See also: Conscience
Conscience is the God-given faculty of the soul by which a man judges the moral quality of his own thoughts and actions, bearing witness within him, accusing or excusing him according to a standard of right and wrong. The word means “a knowing-with”—the self’s knowledge of itself measured against a law—and Paul describes its working in the Gentiles, who, not having the written law, show the work of the law written in their hearts, their conscience also bearing witness, and their thoughts the meanwhile accusing or else excusing one another. Conscience is therefore a witness to the moral law that God has inscribed on the human heart, part of the abiding image of God in man, and evidence that man is an inescapably moral and accountable creature. Its verdict is felt as guilt when it accuses and as peace when it excuses. Yet conscience is not itself the moral law nor an infallible voice of God; it is a faculty that judges according to the light it has, and that light may be true or distorted. A conscience may be good and pure, rightly informed by the Word and cleansed by the blood of Christ; it may be weak, overly scrupulous about things indifferent; it may be defiled, corrupted by sin; or it may be seared, hardened past feeling by persistent rebellion. Therefore conscience must be educated and bound by the Word of God, not followed blindly, for a misinformed conscience can both excuse what God condemns and condemn what God permits. The duties regarding conscience are several: to keep it good and void of offense toward God and men; to inform it by Scripture; to obey it when it speaks according to the Word (for he that doubteth is condemned if he eat); and to find its only true cleansing in the blood of Christ, which purges the conscience from dead works to serve the living God. A clear conscience before God, founded on the gospel and informed by His Word, is among the choicest of earthly blessings.
Webster 1828 defines CONSCIENCE as the internal knowledge or judgment of right and wrong; the faculty by which we judge the moral rectitude of our own actions.
CONSCIENCE, n. — Internal or self-knowledge, or judgment of right and wrong; or the faculty, power or principle within us, which decides on the lawfulness or unlawfulness of our own actions and affections, and instantly approves or condemns them. Conscience is called by some writers the moral sense, and considered as an original faculty of our nature.
Romans 2:15 — "Which shew the work of the law written in their hearts, their conscience also bearing witness, and their thoughts the mean while accusing or else excusing one another."
Acts 24:16 — "And herein do I exercise myself, to have always a conscience void of offence toward God, and toward men."
1 Timothy 1:5 — "Now the end of the commandment is charity out of a pure heart, and of a good conscience, and of faith unfeigned."
Hebrews 9:14 — "...purge your conscience from dead works to serve the living God?"
Conscience is corrupted by being enthroned as an infallible autonomous guide—“let your conscience be your guide,” “follow your heart”—detached from the Word that alone can rightly inform and bind it.
The characteristic modern corruption of conscience is to enthrone it as an autonomous and infallible guide, severed from the Word of God. ‘Let your conscience be your guide,’ ‘follow your heart,’ ‘do what feels right to you’—these slogans treat the individual conscience as the final arbiter of morality, a private oracle that may never be questioned and that justifies whatever it approves. But conscience is not the moral law; it is a faculty that judges according to its light, and that light is often dim or distorted by sin, upbringing, and the spirit of the age. A conscience can grow so misinformed that it condemns the innocent and excuses the wicked—Paul persecuted the church in good conscience, and our Lord warned of those who would kill His servants thinking they did God service. To follow such a conscience blindly is to be led by the blind.
The opposite error treats conscience as nothing—to be overridden, silenced, and trampled whenever it is inconvenient, until it is seared past feeling. Both errors miss the biblical doctrine, which neither deifies conscience nor despises it. Conscience is a real and precious gift, a witness to God’s law and a guard of the soul, and it must be heeded when it speaks according to truth (he that doubteth is condemned if he act against it). But it must be informed and bound by the Word of God, educated by Scripture so that it judges by God’s standard and not by mere feeling or custom. And it must be cleansed by the blood of Christ, for no informing can remove its accusations of real guilt—only the gospel purges the conscience from dead works. The believer’s aim is a good conscience: tender, well-instructed by the Word, void of offense toward God and men, and at peace through the blood of Christ.
The faculty is suneidēsis (a knowing-with), the inner witness bearing witness (summartureō) to the law written on the heart, accusing or excusing.
"Conscience is the faculty that judges one’s own actions—a witness to God’s law, accusing or excusing."
"‘Follow your conscience’ deifies a faculty that must instead be informed and bound by the Word of God."
"Only the blood of Christ can purge the conscience from dead works to serve the living God."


Task to complete:
The job is to find each line of the records below that includes the word "will" and copy it.

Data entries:
################
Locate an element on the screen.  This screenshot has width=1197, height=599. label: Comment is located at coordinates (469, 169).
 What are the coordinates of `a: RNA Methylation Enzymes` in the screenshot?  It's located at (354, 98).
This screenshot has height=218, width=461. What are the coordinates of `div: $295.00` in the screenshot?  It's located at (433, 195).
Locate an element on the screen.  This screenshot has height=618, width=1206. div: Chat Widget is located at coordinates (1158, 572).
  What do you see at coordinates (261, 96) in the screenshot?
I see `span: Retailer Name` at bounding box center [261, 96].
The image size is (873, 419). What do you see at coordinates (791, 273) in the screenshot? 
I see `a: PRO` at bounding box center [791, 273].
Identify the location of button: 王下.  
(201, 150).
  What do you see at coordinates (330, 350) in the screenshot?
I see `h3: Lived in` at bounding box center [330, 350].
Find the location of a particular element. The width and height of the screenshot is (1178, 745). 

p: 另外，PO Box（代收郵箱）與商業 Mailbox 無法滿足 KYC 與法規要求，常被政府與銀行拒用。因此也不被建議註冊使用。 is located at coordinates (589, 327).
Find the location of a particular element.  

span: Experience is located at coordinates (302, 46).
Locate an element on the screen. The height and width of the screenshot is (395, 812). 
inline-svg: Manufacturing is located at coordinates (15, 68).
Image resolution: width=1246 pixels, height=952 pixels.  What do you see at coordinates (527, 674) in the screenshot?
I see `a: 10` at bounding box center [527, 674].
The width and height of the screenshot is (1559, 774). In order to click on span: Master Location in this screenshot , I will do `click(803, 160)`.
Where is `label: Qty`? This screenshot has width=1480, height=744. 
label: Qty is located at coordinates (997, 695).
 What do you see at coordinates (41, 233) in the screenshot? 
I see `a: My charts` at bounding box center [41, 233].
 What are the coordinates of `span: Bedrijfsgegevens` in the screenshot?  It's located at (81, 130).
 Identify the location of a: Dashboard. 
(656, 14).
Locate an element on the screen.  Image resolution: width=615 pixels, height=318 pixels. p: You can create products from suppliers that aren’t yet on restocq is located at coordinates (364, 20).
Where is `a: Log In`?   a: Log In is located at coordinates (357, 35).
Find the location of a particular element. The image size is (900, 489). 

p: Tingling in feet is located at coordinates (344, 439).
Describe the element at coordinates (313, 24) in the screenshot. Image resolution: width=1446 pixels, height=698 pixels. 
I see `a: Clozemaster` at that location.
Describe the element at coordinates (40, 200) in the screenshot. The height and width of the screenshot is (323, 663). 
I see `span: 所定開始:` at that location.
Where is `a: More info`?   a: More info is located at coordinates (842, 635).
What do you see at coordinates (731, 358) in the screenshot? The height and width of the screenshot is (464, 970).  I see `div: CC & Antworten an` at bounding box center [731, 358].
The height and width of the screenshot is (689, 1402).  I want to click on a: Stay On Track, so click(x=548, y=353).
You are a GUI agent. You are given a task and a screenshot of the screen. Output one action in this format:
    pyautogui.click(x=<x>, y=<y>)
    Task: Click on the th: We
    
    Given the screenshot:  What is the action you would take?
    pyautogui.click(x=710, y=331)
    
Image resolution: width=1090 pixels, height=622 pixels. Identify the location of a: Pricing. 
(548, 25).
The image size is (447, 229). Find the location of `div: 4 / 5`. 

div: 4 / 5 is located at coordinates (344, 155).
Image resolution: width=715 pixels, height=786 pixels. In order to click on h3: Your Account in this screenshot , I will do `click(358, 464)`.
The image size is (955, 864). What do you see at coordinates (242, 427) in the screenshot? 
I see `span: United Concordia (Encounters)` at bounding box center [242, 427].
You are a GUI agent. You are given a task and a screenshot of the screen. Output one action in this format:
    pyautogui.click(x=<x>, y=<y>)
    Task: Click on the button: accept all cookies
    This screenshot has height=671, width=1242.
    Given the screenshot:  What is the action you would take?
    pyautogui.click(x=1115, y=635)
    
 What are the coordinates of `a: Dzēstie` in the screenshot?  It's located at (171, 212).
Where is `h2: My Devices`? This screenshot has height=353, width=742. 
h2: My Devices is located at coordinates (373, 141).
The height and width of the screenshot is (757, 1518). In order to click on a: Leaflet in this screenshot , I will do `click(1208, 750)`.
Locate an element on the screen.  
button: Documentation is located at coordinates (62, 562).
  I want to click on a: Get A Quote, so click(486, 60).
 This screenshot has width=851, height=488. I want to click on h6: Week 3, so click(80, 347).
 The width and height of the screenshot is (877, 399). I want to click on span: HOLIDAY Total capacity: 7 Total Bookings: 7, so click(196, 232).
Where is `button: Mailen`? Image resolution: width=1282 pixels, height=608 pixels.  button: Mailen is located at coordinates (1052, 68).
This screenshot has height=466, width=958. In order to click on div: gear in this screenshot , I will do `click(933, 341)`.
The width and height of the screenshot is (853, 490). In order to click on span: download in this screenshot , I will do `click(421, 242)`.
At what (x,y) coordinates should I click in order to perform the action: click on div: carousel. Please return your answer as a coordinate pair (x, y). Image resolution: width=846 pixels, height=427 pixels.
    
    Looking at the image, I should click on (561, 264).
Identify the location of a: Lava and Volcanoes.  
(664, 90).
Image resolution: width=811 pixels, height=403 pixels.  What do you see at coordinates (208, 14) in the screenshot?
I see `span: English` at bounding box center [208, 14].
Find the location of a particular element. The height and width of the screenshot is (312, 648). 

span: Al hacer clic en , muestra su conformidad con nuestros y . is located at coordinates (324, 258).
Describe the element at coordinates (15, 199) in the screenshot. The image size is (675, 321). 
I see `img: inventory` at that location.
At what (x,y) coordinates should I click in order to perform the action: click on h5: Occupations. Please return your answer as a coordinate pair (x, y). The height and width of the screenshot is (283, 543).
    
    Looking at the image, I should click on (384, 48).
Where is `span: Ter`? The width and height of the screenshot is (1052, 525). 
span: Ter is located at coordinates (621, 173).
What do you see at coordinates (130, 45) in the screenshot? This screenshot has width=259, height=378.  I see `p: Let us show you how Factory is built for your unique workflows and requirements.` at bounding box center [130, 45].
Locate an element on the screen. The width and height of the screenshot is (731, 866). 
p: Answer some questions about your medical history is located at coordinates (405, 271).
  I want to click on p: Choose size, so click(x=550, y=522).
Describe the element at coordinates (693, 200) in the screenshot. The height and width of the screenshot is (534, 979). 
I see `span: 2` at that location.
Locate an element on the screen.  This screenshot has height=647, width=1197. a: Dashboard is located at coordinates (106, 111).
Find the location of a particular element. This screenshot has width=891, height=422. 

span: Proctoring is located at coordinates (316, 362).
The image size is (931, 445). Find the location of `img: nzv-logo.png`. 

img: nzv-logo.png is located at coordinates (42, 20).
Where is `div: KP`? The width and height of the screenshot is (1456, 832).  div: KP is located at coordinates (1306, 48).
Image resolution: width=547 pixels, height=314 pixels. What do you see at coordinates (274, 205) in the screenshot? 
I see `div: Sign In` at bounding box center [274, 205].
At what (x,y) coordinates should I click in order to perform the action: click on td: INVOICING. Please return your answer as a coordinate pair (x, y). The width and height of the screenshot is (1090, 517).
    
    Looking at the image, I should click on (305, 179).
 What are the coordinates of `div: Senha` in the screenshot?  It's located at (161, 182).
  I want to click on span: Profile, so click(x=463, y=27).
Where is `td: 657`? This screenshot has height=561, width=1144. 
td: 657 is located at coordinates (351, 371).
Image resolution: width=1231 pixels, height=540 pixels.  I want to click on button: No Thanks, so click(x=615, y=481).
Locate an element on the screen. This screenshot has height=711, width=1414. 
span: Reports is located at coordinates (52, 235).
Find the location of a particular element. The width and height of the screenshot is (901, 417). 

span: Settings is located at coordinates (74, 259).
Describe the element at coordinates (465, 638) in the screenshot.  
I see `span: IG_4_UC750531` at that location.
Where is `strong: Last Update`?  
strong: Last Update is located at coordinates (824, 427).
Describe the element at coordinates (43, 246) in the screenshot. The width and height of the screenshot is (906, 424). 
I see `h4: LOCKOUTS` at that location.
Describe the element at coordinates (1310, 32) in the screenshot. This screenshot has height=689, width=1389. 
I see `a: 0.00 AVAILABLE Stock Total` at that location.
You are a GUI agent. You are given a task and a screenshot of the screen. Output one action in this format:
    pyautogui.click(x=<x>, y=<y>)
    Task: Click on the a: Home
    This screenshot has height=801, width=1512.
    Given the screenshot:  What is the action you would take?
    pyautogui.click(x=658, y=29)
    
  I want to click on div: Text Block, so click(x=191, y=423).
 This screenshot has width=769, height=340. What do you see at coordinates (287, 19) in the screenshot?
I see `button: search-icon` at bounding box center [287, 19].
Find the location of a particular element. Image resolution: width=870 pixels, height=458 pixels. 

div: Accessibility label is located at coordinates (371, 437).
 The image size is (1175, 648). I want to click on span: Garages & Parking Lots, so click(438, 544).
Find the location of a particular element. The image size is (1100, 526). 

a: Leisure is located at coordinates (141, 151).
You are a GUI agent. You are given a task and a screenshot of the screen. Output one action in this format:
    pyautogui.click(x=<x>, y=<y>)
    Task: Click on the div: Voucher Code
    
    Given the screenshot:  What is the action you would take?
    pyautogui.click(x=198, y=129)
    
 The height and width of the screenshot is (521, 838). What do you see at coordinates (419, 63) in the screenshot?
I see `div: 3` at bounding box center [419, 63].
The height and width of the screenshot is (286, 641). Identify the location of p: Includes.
################
Solution for this problem:
The width and height of the screenshot is (1559, 774). In order to click on span: Master Location in this screenshot , I will do `click(803, 160)`.
Image resolution: width=715 pixels, height=786 pixels. In order to click on h3: Your Account in this screenshot , I will do `click(358, 464)`.
The height and width of the screenshot is (757, 1518). In order to click on a: Leaflet in this screenshot , I will do `click(1208, 750)`.
This screenshot has height=466, width=958. In order to click on div: gear in this screenshot , I will do `click(933, 341)`.
The width and height of the screenshot is (853, 490). In order to click on span: download in this screenshot , I will do `click(421, 242)`.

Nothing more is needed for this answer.